> If the PSI/CSAM system had been announced along side E2E encryption for iCloud backups, it would be clear that they were attempting to act in their users best interests.
Absolutely. I don't know whether there's a reason for this timing (that is, if they are planning E2E encryption, why they announced this first), but this is probably the biggest PR bungle Apple has had since "you're holding it wrong," if not ever.
> Apple are clearly willing to add functionality at the request of governments, on device.
Maybe? I'm not as willing to state that quite as definitively, given the pushback Apple gave in the San Bernardino shooter case. Some of what their Privacy Engineering head said in that TechCrunch article suggests that Apple has engineered this to be strategically awkward, e.g., generating the hashes by using ML trained on the CSAM data set (so the hashing system isn't as effective on other data sets) and making the on-device hashing component part of the operating system itself rather than a separately updatable data set. That in turn suggests to me Apple is still looking for an engineering way to say "no" if they're asked "hey, can you just add these other images to your data set." (Of course, my contention that this is not ultimately an engineering problem applies here, too: even if I'm right about Apple playing an engineering shell game here, I'm not convinced it's enough if a government is sufficiently insistent.)
A minor interesting tidbit: your linked Sophos story is based on a Telegraph UK story that has this disclaimer at the bottom:
> This story originally said Apple screens photos when they are uploaded to iCloud, Apple's cloud storage service. Ms Horvath and Apple's disclaimer did not mention iCloud, and the company has not specified how it screens material, saying this information could help criminals.
It's hard to say what they were actually doing, but it's reasonable to suspect it's an earlier, perhaps entirely cloud-based rather than partially cloud-based, version of NeuralHash.
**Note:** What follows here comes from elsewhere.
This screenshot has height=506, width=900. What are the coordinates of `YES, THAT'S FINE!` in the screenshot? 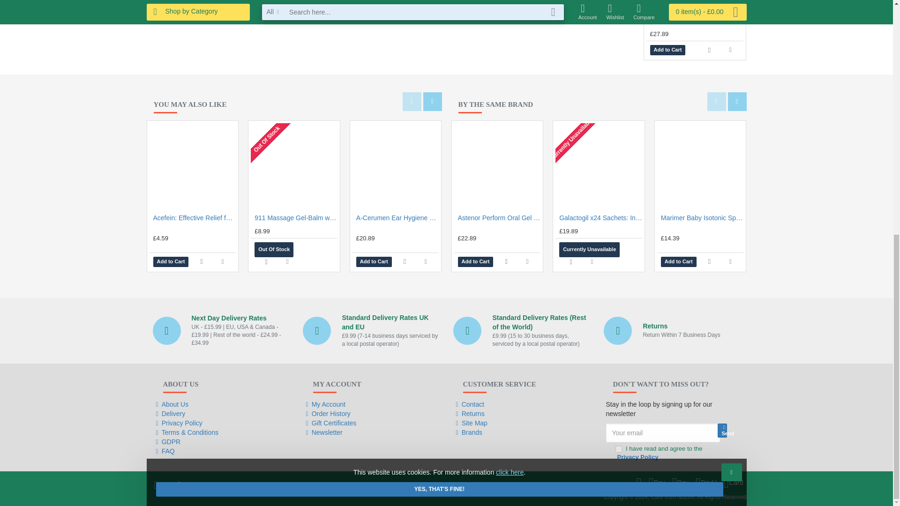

Right, and in the interview linked [1] above they state:
> The voucher generation is actually exactly what enables us not to have to begin processing all users’ content on our servers, which we’ve never done for iCloud Photos.
But they do appear to do "something" server-side. It's possible that all data in scanned as it is ingested for example. I dislike this statement, because it's probably technically correct but doesn't help clarify the situation in a helpful way. It makes me trust Apple less.
What I don’t understand is that if they announced they would do that scanning server side, the only eyebrows that would be raised is of people who thought they were doing it already. It’s not like if those pictures were e2e encrypted. I still haven’t seen any convincing argument about why searching client side provide any benefit to end users, while being a massive step in the direction of privacy invasion.
> But they do appear to do "something" server-side. It's possible that all data in scanned as it is ingested for example. I dislike this statement, because it's probably technically correct but doesn't help clarify the situation in a helpful way. It makes me trust Apple less.
The qualifier is "Photos" - different services have different security properties.
Email transport is not E2E encrypted because there are no interoperable technologies for that.
Other systems are encrypted but apple has a separate key escrow system outside the cloud hosting for law enforcement requests and other court orders (such as a heir/estate wanting access).
Some like iCloud Keychain use more E2E approach where access can't be restored if you lose all your devices and paper recovery key.
iCloud Photo Sharing normally only works between AppleID accounts, with the album keys being encrypted to the account. However, you can choose to publicly share an album, at which point it becomes accessible via a browser on icloud.com. I have not heard Apple talking about whether they scan photos today once they are marked public (going forward, there would be no need).
FWIW this is all publicly documented, as well as what information Apple can and can't provide to law enforcement.
Absolutely. I don't know whether there's a reason for this timing (that is, if they are planning E2E encryption, why they announced this first), but this is probably the biggest PR bungle Apple has had since "you're holding it wrong," if not ever.
> Apple are clearly willing to add functionality at the request of governments, on device.
Maybe? I'm not as willing to state that quite as definitively, given the pushback Apple gave in the San Bernardino shooter case. Some of what their Privacy Engineering head said in that TechCrunch article suggests that Apple has engineered this to be strategically awkward, e.g., generating the hashes by using ML trained on the CSAM data set (so the hashing system isn't as effective on other data sets) and making the on-device hashing component part of the operating system itself rather than a separately updatable data set. That in turn suggests to me Apple is still looking for an engineering way to say "no" if they're asked "hey, can you just add these other images to your data set." (Of course, my contention that this is not ultimately an engineering problem applies here, too: even if I'm right about Apple playing an engineering shell game here, I'm not convinced it's enough if a government is sufficiently insistent.)
A minor interesting tidbit: your linked Sophos story is based on a Telegraph UK story that has this disclaimer at the bottom:
> This story originally said Apple screens photos when they are uploaded to iCloud, Apple's cloud storage service. Ms Horvath and Apple's disclaimer did not mention iCloud, and the company has not specified how it screens material, saying this information could help criminals.
It's hard to say what they were actually doing, but it's reasonable to suspect it's an earlier, perhaps entirely cloud-based rather than partially cloud-based, version of NeuralHash.